Within the past couple of years, though, I have spent a lot of time thinking of the little girl who wanted nothing more but to speak and to be heard, to articulate and to be understood. Oftentimes, I find myself wondering if the girl I am today would exist without her. I wonder if, had I not come to know a life where expression was not a right but a privilege and a hardship, if I would understand how truly fundamental it is to who I am. I wonder if, had I never shunned speaking, if I would ever have picked up a pen and began to write.
Unlike most kids, my stutter allowed me to realize what I loved, what I craved, what I needed in order to be myself before I even came to know her: communication. Though, back then, the stories I told were merely tales of my weekend or thoughts on the school day which had passed, the ones I tell today are something more than just fleeting moments. I tell them in honor of that little girl, of the one who had more to say than her body could even handle and her mouth could even process. My stutter ultimately gifted me the two things which I believe define me and fulfill me more than anything else: my desire to express everything and anything, and my knowledge that everyone has a story whether we can hear it or not. Now, a decade later, I am chasing a dream founded in both of these things, one where I can write to my heart’s content and tell the stories of those whose mouths may not produce them but whose are essential nonetheless.
Though it has not been as easy as when I was an innocent toddler whose cheeks were still a naive shade of pink, I am still doing things exactly when and how I feel they should be done; I moved over 1,000 miles from home to chase a dying career in my dream city simply because I feel in my soul it is what I am meant to do. Despite many people trying to convince me otherwise, I have known since that very first word that this is what I was born to do: to use the words I have accumulated and the ones which remain stuck, to tell the stories of those who do not have the means to tell them themselves.
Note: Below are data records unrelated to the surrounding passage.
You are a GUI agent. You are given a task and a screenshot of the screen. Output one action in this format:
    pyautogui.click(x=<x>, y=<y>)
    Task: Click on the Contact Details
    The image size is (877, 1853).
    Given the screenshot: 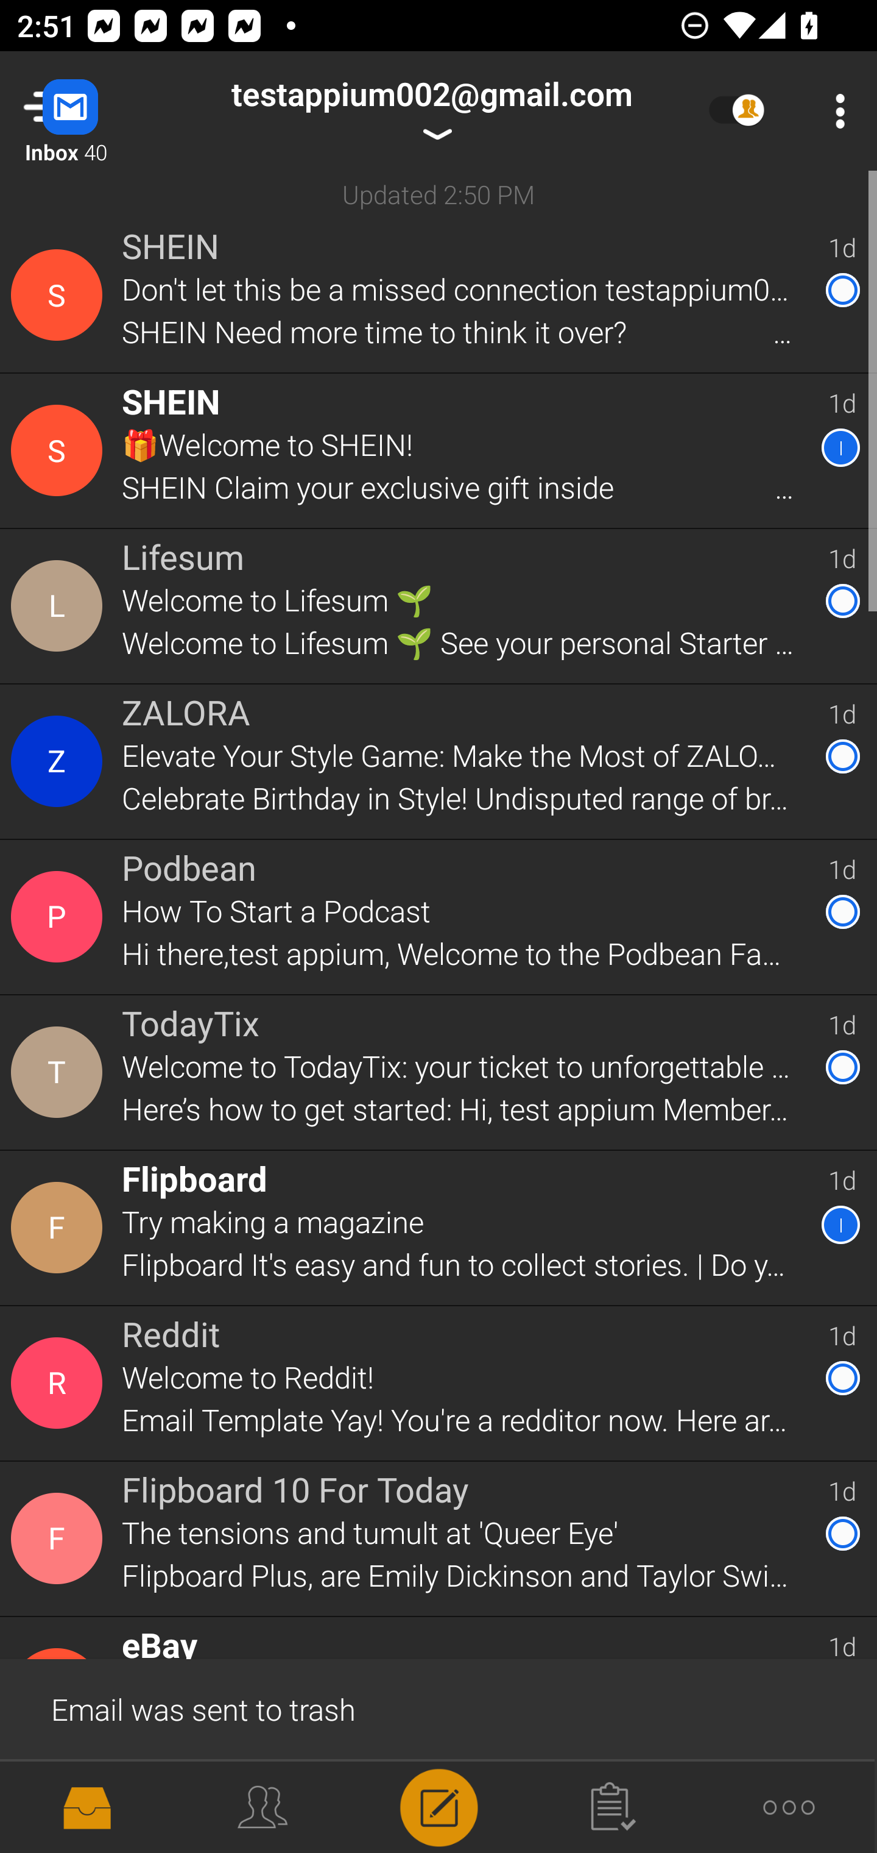 What is the action you would take?
    pyautogui.click(x=60, y=606)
Though she once believed the world was out to silence her, the little girl who used to stutter in the schoolyards now knows that everyone has a story, each of which deserves to be celebrated and honored regardless of how clumsily they may be uttered. I owe it to the girl who found her purpose all those years ago to speak above the obstacles, to rearrange the words in a way that can be heard and understood and cherished. So, even when my voice shakes or stutters or stammers and every word gets jumbled or confused or clustered on the way, I will. For that little girl and all others who have yet to find their voice, I will.